A pair of University of Utah researchers who both left their posts last year following an investigation into problems with their work have had another paper retracted from Cell Metabolism.
The investigation found “reckless disregard” in papers in which Ivana De Domenico was first author. She left the university at the end of June 2013, and and her lab head, Jerry Kaplan, retired at the same time.
Here’s the notice for 2008’s “The Hepcidin-Binding Site on Ferroportin Is Evolutionarily Conserved:”
A number of errors have been detected in the generation and presentation of the figures. The data as published in Figure 4A were found to be erroneous and do not support the conclusions in the paper. All coauthors agree with this decision. The authors regret the inconvenience to the field.

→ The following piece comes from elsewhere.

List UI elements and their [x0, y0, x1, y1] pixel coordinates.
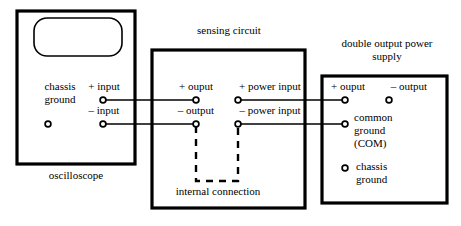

The paper has been cited 85 times, according to Thomson Scientific’s Web of Knowledge. It is the third Cell Metabolism retraction for the authors, although a different reason was cited in the first two notices. The researchers have also had two papers corrected, in Blood and the Journal of Clinical Investigation.
What a useless and untransparent retraction notice. One sub-figure (Fig. 4A) does not “support the conclusions in the paper.”?! This indicates three possibilities: 1) Bad team work since 10 sets of eyes could not figure out that a figure did not support the conclusions made. 2) Bad editorial work since the responsibility of the editors and peer reviewers is precisely to ensure that the conclusions made are supported by and based on the data, including figures. 3) A secret that one or more parties is not telling. Options 1) and 2) are the most realistic, but judging by this thinned-out retraction notice and a retraction based on such a small issue, I feel that option 3) is more probable. Even if one sub-figure does not support the conclusions made, does the remaining 99% of the paper’s conclusions become invalidated? It is cases like thse that make me wonder if a retraction is necessary, or simply an erratum, with a sincere apology.
There were also two papers in Cell Metabolism from two different groups that could not repeat the Utah group’s findings, which certainly affected the decision to retract the paper:
http://www.ncbi.nlm.nih.gov/pubmed/22682226
http://www.ncbi.nlm.nih.gov/pubmed/22682227
In cases like this I feel that retraction is important simply because there is no trust left to the authors of this paper. Weather the problematic content is caused by sloppy practice or deliberate fraud is irrelevant because you cannot trust the conclusion of this work. There should be a lot more retractions to correct science!
another Italian-sounding name. Please call me Maurice.
“The paper has been cited 85 times”.
Wonder how many of these verify the erroneous data!